Law Futures Centre and Griffith Law Post Referendum Statement on an Aboriginal and Torres Strait Islander Voice
Griffith Law School and the Law Futures Centre have affirmed their support for the Uluru Statement from the Heart. We accepted the invitation of First Nations people to join a ‘movement of the Australian people’ to create a better future for all.
We recognised the role of the law in the ongoing dispossession of Aboriginal and Torres Strait Islander people who have never ceded sovereignty over their territories. We recognised, too, the law’s responsibility to overcome these injustices. In this vein, Griffith Law School and the Law Futures Centre affirmed their support for the referendum to create an Aboriginal and Torres Strait Islander Voice to Parliament.
Unfortunately, the referendum failed to meet the double majority required to pass. The Australian nation has now lost the opportunity to repair the fault line in our law (Castan and Russell, 2023) and our national identity, through constitutional recognition by way of an enshrined Aboriginal and Torres Strait Islander Voice to Parliament.
We deeply regret this outcome, but we accept that the legal mechanism of referendum has functioned according to its text.
We do not accept, however, the ‘great Australian silence’ (Stanner, 1968). We do not accept racism in any form. And we do not accept the ongoing fault line in Australian law.
We are resolute in our commitment to stand with Aboriginal and Torres Strait Islander colleagues, students, and communities in healing, regrouping, and searching for a solution that will resolve the silence in our system. We commit to anti-racism, and to education and research that uplifts and enhances justice.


- **PROBLEM DESCRIPTION**: Whenever a line in the records below contains "JSON", pick it out.

- **AVAILABLE DATA**:
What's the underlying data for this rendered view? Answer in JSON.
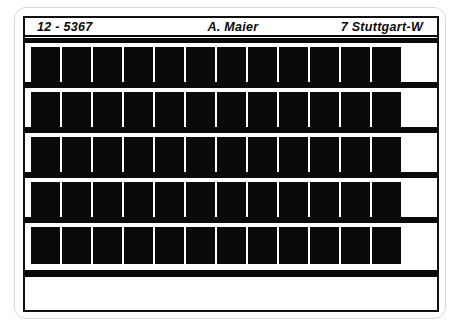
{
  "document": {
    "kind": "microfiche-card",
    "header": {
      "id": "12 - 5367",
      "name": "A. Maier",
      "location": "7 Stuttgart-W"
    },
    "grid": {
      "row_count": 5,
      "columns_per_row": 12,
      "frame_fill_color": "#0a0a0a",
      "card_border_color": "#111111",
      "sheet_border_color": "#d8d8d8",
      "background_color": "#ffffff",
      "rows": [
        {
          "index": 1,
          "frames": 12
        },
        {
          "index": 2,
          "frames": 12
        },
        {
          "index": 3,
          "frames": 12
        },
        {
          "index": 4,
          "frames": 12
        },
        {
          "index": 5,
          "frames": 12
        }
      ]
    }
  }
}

---

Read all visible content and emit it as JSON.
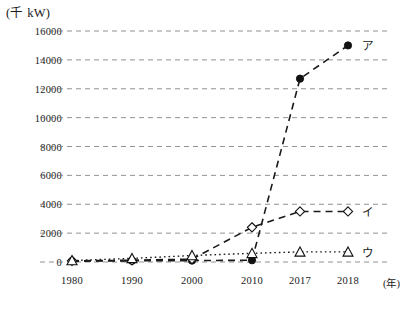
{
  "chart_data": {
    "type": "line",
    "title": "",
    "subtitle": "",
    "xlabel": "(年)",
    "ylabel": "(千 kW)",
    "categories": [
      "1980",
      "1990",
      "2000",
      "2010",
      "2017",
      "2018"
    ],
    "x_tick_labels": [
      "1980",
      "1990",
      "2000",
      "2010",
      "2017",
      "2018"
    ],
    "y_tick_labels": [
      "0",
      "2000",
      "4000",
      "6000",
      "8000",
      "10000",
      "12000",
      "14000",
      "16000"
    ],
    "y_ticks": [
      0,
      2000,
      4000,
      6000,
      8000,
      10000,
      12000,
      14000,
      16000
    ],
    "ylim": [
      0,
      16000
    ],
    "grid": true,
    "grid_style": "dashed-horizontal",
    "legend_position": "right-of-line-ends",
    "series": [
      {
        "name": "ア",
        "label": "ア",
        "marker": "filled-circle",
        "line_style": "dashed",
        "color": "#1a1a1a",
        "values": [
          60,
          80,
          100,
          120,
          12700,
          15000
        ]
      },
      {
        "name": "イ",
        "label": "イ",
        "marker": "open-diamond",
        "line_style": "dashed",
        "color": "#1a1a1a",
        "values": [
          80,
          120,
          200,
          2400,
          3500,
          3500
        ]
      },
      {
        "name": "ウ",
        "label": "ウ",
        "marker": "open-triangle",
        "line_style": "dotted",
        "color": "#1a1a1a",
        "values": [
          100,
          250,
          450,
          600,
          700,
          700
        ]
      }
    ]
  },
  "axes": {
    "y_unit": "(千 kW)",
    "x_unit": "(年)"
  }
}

- **TASK ANSWER**:
What's the underlying data for this rendered view? Answer in JSON.
Read all visible content and emit it as JSON.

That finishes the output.